Mayor Wilson was insistent that widespread prejudice and active discrimination of blacks defined the time. When employers found out that men had joined the NAACP, they were fired.
There were some good times, like when baseball legend Jackie Robinson came to Decatur in 1961 to help register people to vote and to register people in the NAACP. But the good was tempered with the bad, as Mayor Wilson remembered that people were generally afraid to come through Decatur in the 1960s, when there was no highway 285 running East-West to travel across town.
Mayor Wilson remembered that, in Atlanta during the 1960s, the segregation was extreme, as symbolized by the white and black neighborhoods separated by a wall in between at Peyton Road in Southwest Atlanta, something resembling East and West Berlin following World War II. She remembered parks for blacks only. “[We] could not go to Piedmont Park,” she said.
When we asked Mayor Wilson about the connection between the police and the Klan in the 1960s, she paused to think for a moment. “Some were members, and if not members, they acted like it. The whole department, they all looked the same and behaved the same. From the chief to the rookies.”
She paused again and looked down, thinking. When she raised her head again, a look of profound intensity burned in her eyes. “We were very aware of everything going on, especially police harassment, police brutality.” She paused. It looked like she would continue, but she didn’t. She looked off, as if something had carried her away.
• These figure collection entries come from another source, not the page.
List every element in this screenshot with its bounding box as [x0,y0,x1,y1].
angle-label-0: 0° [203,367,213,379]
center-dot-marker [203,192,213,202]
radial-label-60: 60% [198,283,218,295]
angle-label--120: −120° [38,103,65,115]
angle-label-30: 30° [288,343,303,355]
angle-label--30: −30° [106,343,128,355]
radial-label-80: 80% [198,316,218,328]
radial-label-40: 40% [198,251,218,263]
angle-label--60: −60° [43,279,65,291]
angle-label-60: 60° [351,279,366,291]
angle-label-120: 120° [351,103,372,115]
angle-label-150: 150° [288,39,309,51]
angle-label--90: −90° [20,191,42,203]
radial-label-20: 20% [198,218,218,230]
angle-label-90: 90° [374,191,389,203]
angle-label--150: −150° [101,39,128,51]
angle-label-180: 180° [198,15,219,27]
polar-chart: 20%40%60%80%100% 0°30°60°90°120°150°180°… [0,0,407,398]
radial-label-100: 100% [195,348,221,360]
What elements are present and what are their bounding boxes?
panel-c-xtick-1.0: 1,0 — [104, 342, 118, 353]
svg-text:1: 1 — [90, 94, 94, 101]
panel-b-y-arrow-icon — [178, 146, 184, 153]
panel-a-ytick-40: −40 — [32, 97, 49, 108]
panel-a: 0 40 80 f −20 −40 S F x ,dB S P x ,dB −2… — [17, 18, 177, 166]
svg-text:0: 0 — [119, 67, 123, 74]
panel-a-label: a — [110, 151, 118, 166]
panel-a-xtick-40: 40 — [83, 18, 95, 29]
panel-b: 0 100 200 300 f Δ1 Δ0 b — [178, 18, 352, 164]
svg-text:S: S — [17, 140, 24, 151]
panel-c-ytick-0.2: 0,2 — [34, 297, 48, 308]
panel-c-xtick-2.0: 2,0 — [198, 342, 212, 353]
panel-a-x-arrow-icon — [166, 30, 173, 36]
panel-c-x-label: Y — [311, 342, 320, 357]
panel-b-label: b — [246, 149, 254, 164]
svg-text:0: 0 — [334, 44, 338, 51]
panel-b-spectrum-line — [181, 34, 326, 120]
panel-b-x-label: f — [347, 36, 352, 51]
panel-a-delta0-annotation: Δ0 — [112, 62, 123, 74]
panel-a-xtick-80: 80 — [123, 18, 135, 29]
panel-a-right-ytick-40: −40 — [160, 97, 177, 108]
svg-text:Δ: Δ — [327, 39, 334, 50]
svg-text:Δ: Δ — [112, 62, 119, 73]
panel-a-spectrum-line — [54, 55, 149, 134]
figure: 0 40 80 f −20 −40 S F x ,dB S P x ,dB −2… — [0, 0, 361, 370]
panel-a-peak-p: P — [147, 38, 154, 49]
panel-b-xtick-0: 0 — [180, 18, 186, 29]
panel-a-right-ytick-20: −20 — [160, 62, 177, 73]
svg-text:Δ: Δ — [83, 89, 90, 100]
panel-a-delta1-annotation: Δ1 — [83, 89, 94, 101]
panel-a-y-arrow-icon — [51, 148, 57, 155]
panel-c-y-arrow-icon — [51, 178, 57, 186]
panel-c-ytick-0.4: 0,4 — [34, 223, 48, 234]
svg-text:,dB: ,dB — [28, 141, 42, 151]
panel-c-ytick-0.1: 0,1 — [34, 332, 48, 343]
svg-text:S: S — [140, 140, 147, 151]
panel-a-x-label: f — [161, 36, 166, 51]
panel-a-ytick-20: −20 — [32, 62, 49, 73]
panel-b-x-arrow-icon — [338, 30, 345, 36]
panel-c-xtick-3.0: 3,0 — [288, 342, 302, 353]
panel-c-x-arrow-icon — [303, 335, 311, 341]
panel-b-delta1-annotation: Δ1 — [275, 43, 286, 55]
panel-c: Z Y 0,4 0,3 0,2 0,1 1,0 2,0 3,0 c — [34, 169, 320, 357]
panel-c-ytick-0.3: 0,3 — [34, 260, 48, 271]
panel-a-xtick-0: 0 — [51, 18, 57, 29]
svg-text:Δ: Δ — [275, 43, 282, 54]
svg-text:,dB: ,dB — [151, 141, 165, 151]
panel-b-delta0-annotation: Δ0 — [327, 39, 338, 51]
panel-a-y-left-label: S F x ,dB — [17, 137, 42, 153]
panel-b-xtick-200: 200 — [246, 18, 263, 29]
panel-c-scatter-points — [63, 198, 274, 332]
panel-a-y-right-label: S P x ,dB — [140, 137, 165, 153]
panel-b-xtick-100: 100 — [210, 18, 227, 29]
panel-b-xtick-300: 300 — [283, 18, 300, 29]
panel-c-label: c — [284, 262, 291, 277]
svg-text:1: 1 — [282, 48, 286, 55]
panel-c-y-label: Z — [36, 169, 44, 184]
Professor McDonald took the chance to tie it all back to the CCJI’s mission. “There’re connections between what’s happening now at the AME church and what happened then. We need to cleanse those wounds… Students then [were] pushing for name tags on cops, [and] students now [are] pushing for cameras.”
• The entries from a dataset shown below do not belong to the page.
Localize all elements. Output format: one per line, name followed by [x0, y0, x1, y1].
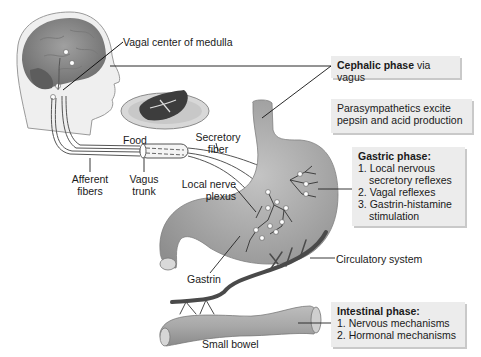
label-secretory-line1: Secretory	[194, 131, 242, 143]
parasympathetics-line2: pepsin and acid production	[337, 114, 466, 126]
label-vagal-center: Vagal center of medulla	[123, 36, 233, 48]
label-small-bowel: Small bowel	[202, 338, 259, 350]
label-secretory-line2: fiber	[194, 143, 242, 155]
label-vagus-line1: Vagus	[124, 173, 164, 185]
gastric-phase-item-1: 1. Local nervous secretory reflexes	[358, 162, 459, 186]
intestinal-phase-item-2: 2. Hormonal mechanisms	[337, 329, 459, 341]
parasympathetics-box: Parasympathetics excite pepsin and acid …	[331, 99, 472, 133]
label-secretory-fiber: Secretory fiber	[194, 131, 242, 155]
gastric-phase-item-3: 3. Gastrin-histamine stimulation	[358, 198, 459, 222]
label-local-nerve-plexus: Local nerve plexus	[180, 178, 236, 202]
cephalic-phase-title: Cephalic phase	[337, 59, 414, 71]
label-gastrin: Gastrin	[187, 273, 221, 285]
label-local-nerve-line1: Local nerve	[180, 178, 236, 190]
gastric-phase-box: Gastric phase: 1. Local nervous secretor…	[352, 147, 465, 226]
food-plate-illustration	[121, 90, 209, 129]
label-afferent-line2: fibers	[66, 185, 114, 197]
cephalic-phase-box: Cephalic phase via vagus	[331, 56, 460, 78]
label-food: Food	[123, 134, 147, 146]
intestinal-phase-item-1: 1. Nervous mechanisms	[337, 317, 459, 329]
vagus-trunk-bundle	[140, 144, 188, 158]
label-vagus-line2: trunk	[124, 185, 164, 197]
parasympathetics-line1: Parasympathetics excite	[337, 102, 466, 114]
label-afferent-fibers: Afferent fibers	[66, 173, 114, 197]
label-local-nerve-line2: plexus	[180, 190, 236, 202]
gastric-phase-title: Gastric phase:	[358, 150, 459, 162]
label-vagus-trunk: Vagus trunk	[124, 173, 164, 197]
label-afferent-line1: Afferent	[66, 173, 114, 185]
label-circulatory-system: Circulatory system	[336, 253, 422, 265]
intestinal-phase-title: Intestinal phase:	[337, 305, 459, 317]
intestinal-phase-box: Intestinal phase: 1. Nervous mechanisms …	[331, 302, 465, 347]
gastric-phase-item-2: 2. Vagal reflexes	[358, 186, 459, 198]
Mayor Wilson took up this theme of the past in the present. “I see some change in attitudes…” She grew silent. Ultimately, she concluded, “The fight is still going, but its not near as bad as it was.”
Though she might be right, the day after the massacre at the AME church in Charleston, things felt unspeakably bad. The significance of the past in the present has defined our summer. Then and now. Many people would have us believe, then, not now. But after the mass shooting, now feels exactly like then. Without justice for then, how can we expect to prevent tragedy now?
Charleston made us realize the importance of what we are doing, the importance of making a record and impressing upon the larger community the nature of what has happened. Maybe, by making a record, by educating people about the tragedies that have occurred, by advocating for the families of the victims, we can prevent more from occurring in the future. Maybe… maybe there is nothing that can be done. But we refuse to accept defeat. Justice delayed will not be justice denied. We will fight to the end. To alleviate the injustices of the past, to address the wrongs of the present. The memory of the nine at the AME church in Charleston demands nothing less.
[1] This seemed interesting in light of what Civil Rights attorney Davis had told us the week before, that neither Jewish nor Black attorneys were permitted to join the Decatur bar until 1985. Though ever present, it seems like the racism infecting the institutions in Decatur was complex, operating in different ways in different sectors of the community at different times.
[2] Both Wheat Street Baptist Church and the Ebenezer Baptist Church comprise politically active communities today, and the CCJI is involved with both.